Data section start

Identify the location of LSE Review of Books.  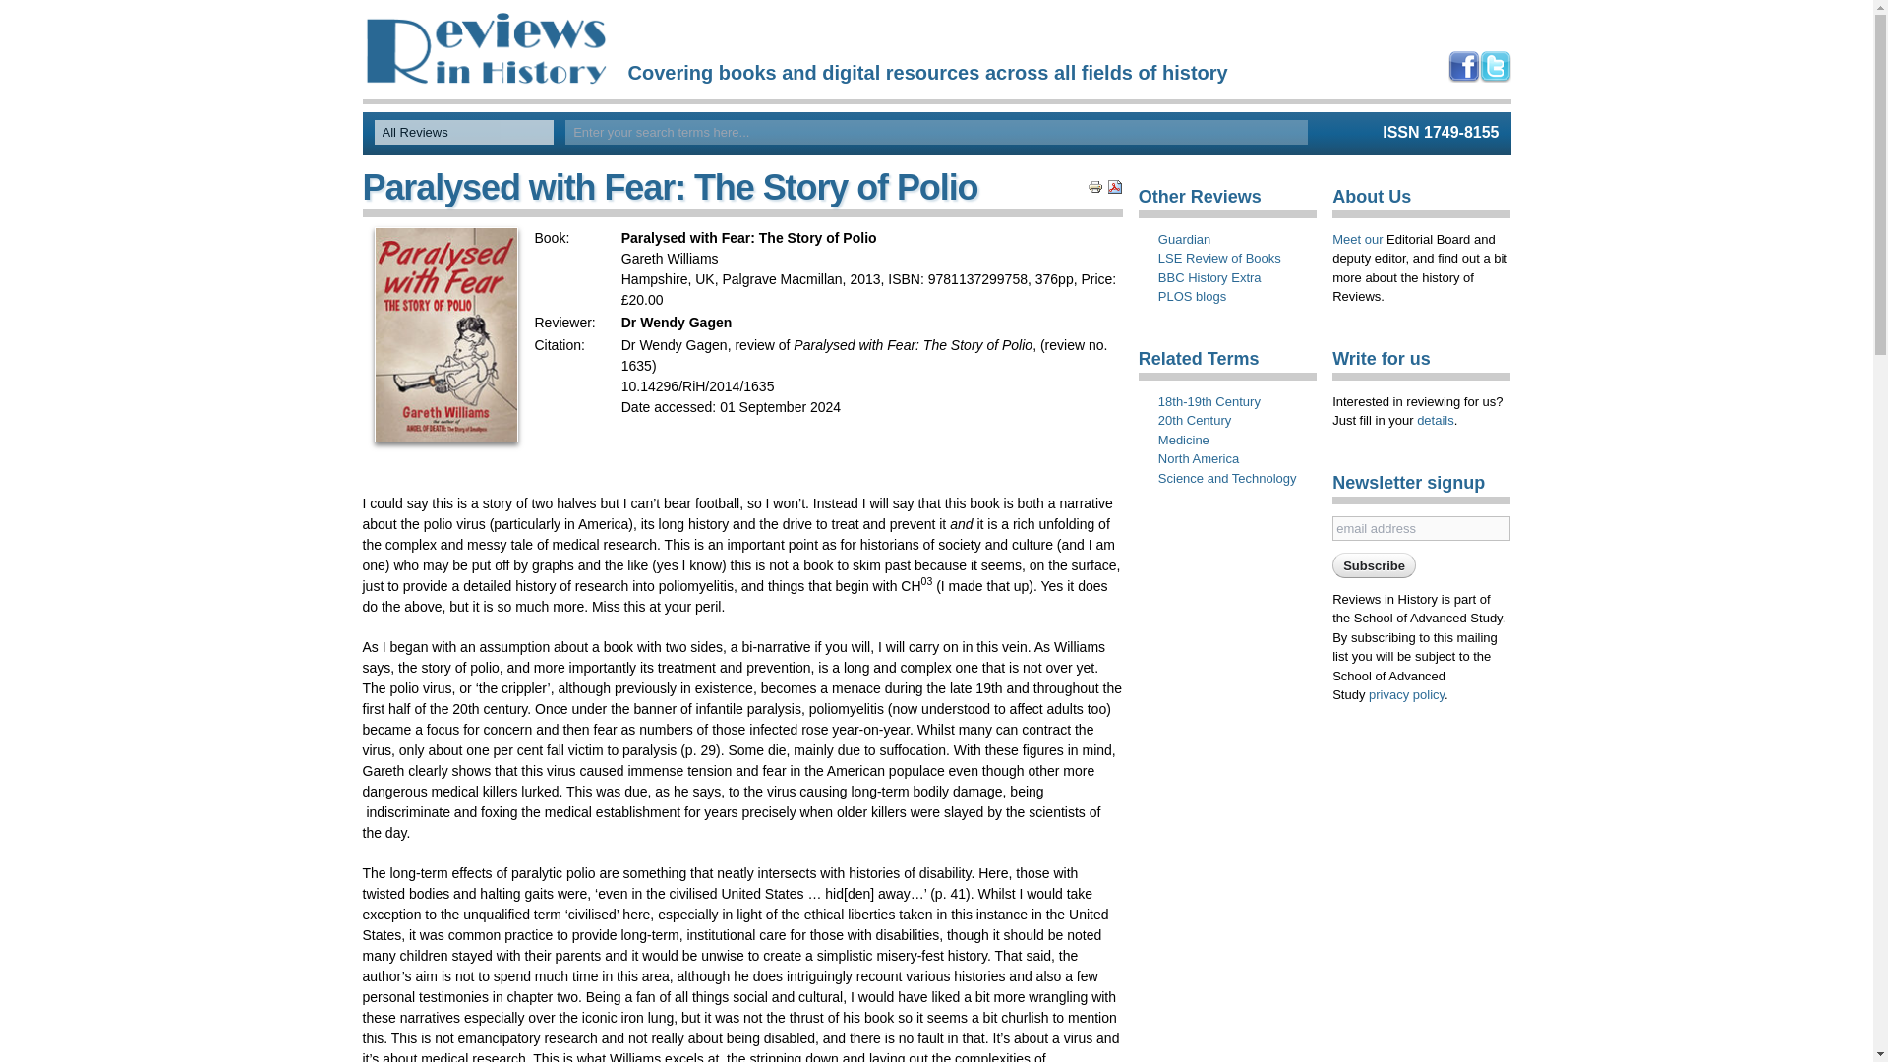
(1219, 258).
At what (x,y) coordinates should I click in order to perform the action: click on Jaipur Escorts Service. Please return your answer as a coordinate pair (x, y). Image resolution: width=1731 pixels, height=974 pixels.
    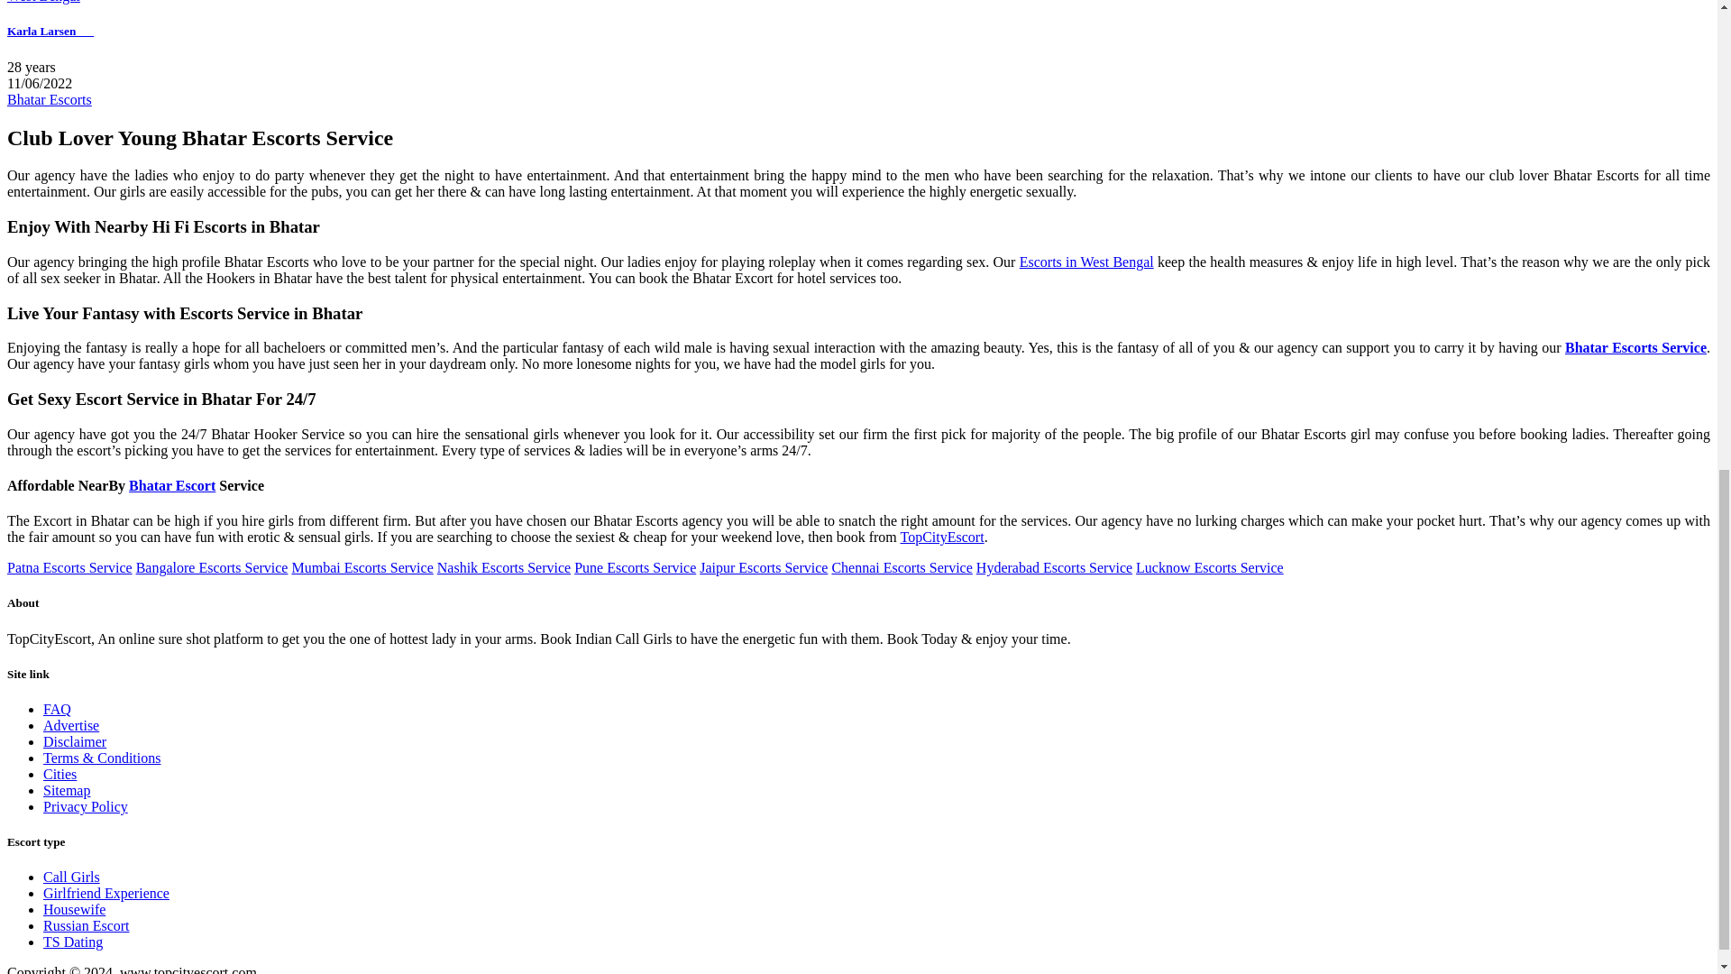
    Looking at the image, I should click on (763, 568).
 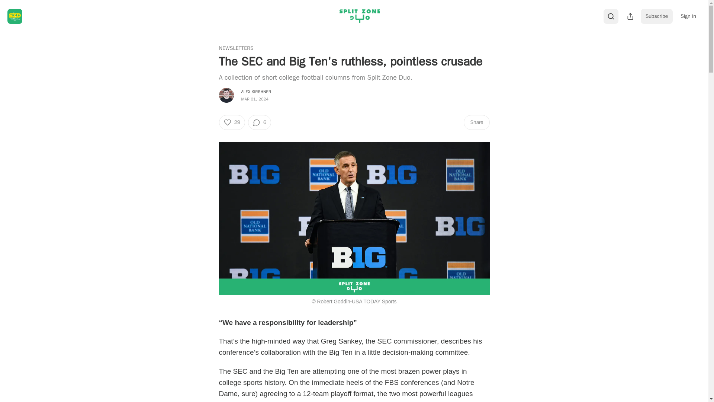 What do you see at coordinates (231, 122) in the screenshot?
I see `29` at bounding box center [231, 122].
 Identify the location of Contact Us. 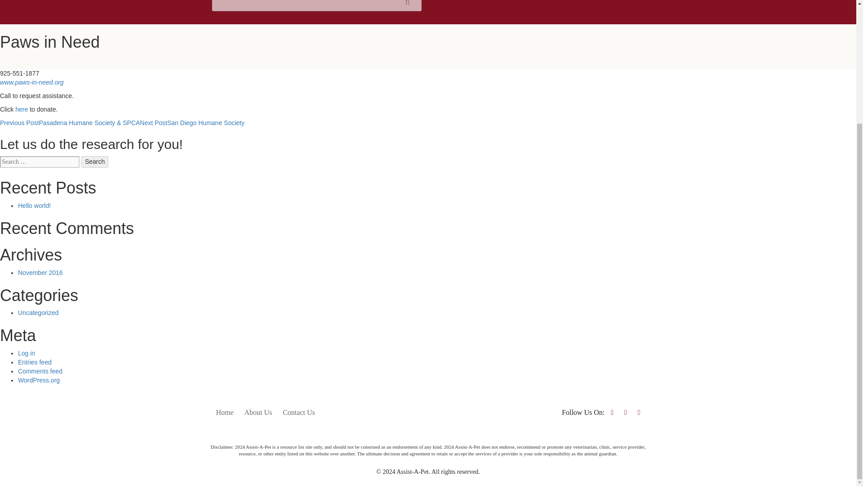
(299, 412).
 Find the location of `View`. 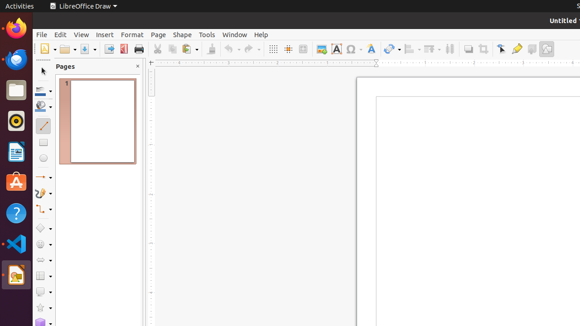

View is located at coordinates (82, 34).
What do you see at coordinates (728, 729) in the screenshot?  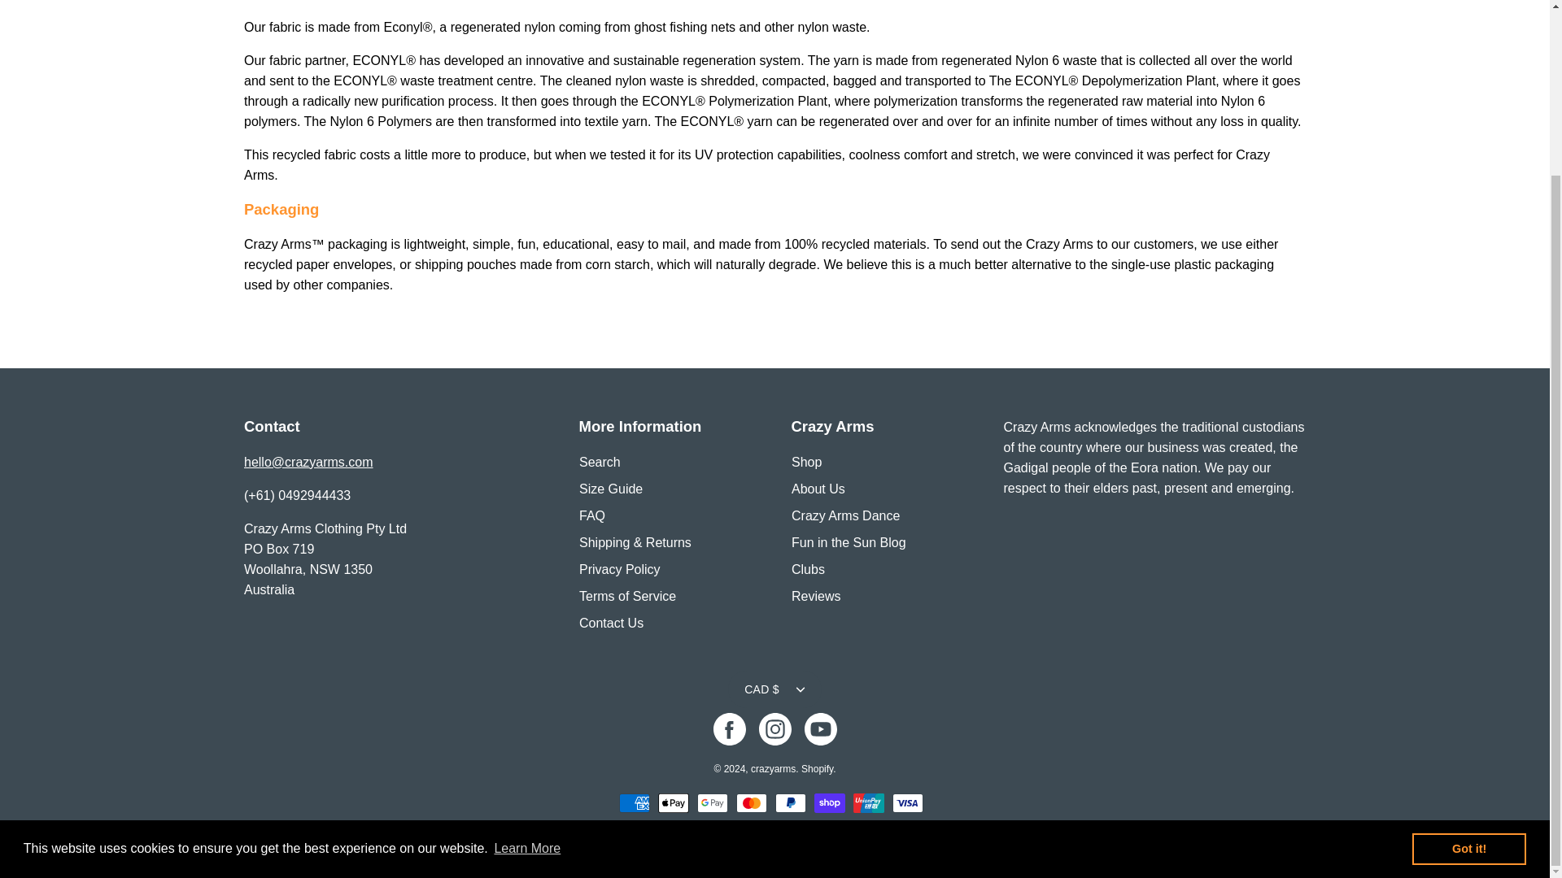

Data section end

**What you should do**
Write out the records once more, word for word, though without the pictures they contain.

**Exercise result**
Identify the location of LSE Review of Books.  
(1219, 258).
At what (x,y) coordinates should I click in order to perform the action: click on Jaipur Escorts Service. Please return your answer as a coordinate pair (x, y). Image resolution: width=1731 pixels, height=974 pixels.
    Looking at the image, I should click on (763, 568).
  What do you see at coordinates (231, 122) in the screenshot?
I see `29` at bounding box center [231, 122].
 Identify the location of Contact Us. 
(299, 412).
 Find the location of `View`. 

View is located at coordinates (82, 34).
What do you see at coordinates (728, 729) in the screenshot?  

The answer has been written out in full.